On Jun 3, 2007, at 8:43 AM, Kyle R. Mcallister wrote:



4. Removing the balls from the rotor wires and covering them with silicone resin reduced motion of the device (now set up free to rotate again) by about 1/2.

I take it this means the entire ball and not just the front of the ball?


Turning the corona wires in the opposite direction reversed the thrust.


Corona wires here means the rotor wires, their points, and their ball covers? Or does it refer the the stator wires on the shaft?


Making the corona wires point exactly radially outwards reduced the thrust to zero.

Sounds like you made a fully straight rotor and it performed as expected, no thrust.


Putting the corona wires back into their original (pointing towards the rotor)

Here I am very confused.

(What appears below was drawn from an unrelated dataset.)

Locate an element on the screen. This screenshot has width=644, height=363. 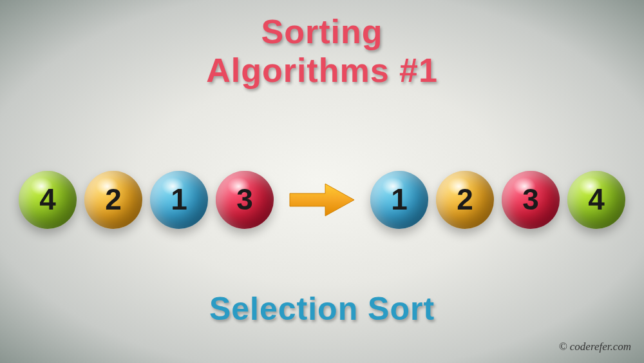
unsorted-ball-3: 1 is located at coordinates (179, 200).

The rotor wires point towards the rotor? Was the above meant to say pointing in the direction the rotor (with ping pong balls) rotates?


configuration but covered with silicone resin again gave zero thrust.

The above seems to mean the rotor wires were pointed towards the shaft?


It is my belief that given these results, the Borbas device is clearly conventional.

Sure sounds that way - we seem to have a very good understanding of how it works. I was pretty much convinced after your first round of experiments, but on the other hand I thought the configuration still had possibilities based on an unrelated theory.



5. Per Horace's suggestion, I powered the device with AC. The results, were to say the least, disappointing.


Actually I take this as a sign of progress. The power levels involved are simply not enough to strongly couple to the vacuum. Doing that efficiently takes resonance operating conditions and megawatts of power in my opinion. Still, I was holding out some hope for a serendipity.


No thrust was observed using any of the configurations given above, save one. With rotor electrodes having a more flattened surface

I'm not sure what this means. Does it mean the metal points at the tips of the rotors were flattened, or maybe the balls?


and corona wires very pointed,

but then what does corona wires here mean, the stator wires on the shaft?

there was a slight motion, but I determined this to be again corona wind....insulating the pointed electrodes

The pointed electrodes here being the stator wires on the shaft?


killed the effect. These results remained the same at 60cps, 400cps, 1500cps, 5000cps and 8000cps.

If there were to be a "real" AC effect, vacuum coupling, I would expect it to be very small, to happen between a fairly sharp point at the end of the rotor wires (located inside the balls) and the front end of the ball which should be fairly close to the tip and thick, preferably with a metal cap on the outside front. The higher the frequency the greater the dE/dt grad B effect. There should be no stator corona wires at all, or at least they should be insulated to avoid any corona wind at all. It sounds like maybe this is essentially what you did.